The significant factors in oil and gas loan evaluation have been shifting in recent years. Although reserve analyses and their associated production rates remain basic to an analysis, the economic factors of pricing may frequently involve a greater sensitivity to loan safety than reservoir interpretation.
This paper comments on these changes and on the problems of political risk. A plea is made for realistic evaluations and a political risk. A plea is made for realistic evaluations and a recognition that problem credits hurt the borrowing institutions as well as the lenders.
For nearly fifty years the oil and gas industries have been heavily dependent on the banks and other financial institutions for the credit support necessary to fund their ongoing activities. Today the credit markets are supplying at least 40% of the funds used in the capital expenditures of the industries. This relationship has been mutually beneficial to the banks and the industries ever since the establishment of effective prorationing laws in Texas in the early 1930s. The ensuing stability of price and production permitted the financiers to establish long term credits for the industry with an assurance of repayment over a reasonably estimated time period.
Key to this availability of credit is the confidence of the financial organizations in their ability to evaluate their borrower's asset base and its related cash flow. The responsibility for this evaluation falls on a relatively small group of technicians, principally petroleum engineers and geologists. They exist both in the lending institutions and the consulting firms which serve both industries and they are as frequently the despair of their credit officers as they are of their borrowers. However, their task is vital to the healthy development of our natural resources as well as the prudent allocation of depositors' and investors' funds.

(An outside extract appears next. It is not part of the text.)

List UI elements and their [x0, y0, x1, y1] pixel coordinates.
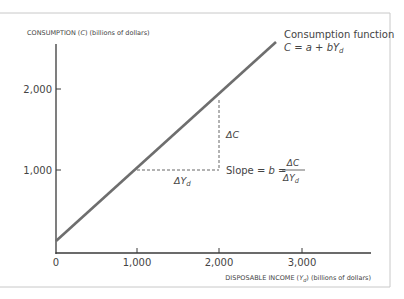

The task facing these engineers has never been simple, although some of us who gained our gray hairs through age as well as work assignment can look back wistfully to an earlier time in the fifties and sixties when there seemed to be fewer variables to vex us. It is to this increase of complicating elements that we would like to direct this paper, and to assess the evolving factors and attitudes which require new adjustments and techniques without, we hope, compromising our basic standards of prudent investment. Because we are bankers we will speak from their position. Most other sophisticated lenders recognize similar standards and procedures. procedures. The area of concern to us is in the subtle shift in significant factors involved in bank oil and gas lending that has developed over the last ten to twelve years. Prior to that time our efforts were mainly concerned with the physical elements of reserve determination and production. Careful judgment has always had to be applied to the interpretation of the supporting data and its application to the determination of the amount and rate of production of recoverable reserves. We were usually able to enjoy production of recoverable reserves. We were usually able to enjoy the benefit of some production testing and frequently even some history, but the decisions as to drive mechanisms and recovery factors could be extremely gutsy. My contemporaries will recall the initial excitement and subsequent dismay over the development of the West Texas Spraberry Trend in the early 50's. At that time the industry was frantically developing the Spraberry formation on 40 acre spacing and completing wells with allowables of 100 to 200 BOPD. Since the trend ultimately covered a couple of hundred square miles, it was no small beer of a play, but it suddenly went flat when the wells' production rates dropped from allowable levels to ten BOPD or less within six months. We learned much about fracture porosity, capillarity and water imbibition from that experience, but at a rather bitter price for some of the oil companies and financial institutions involved.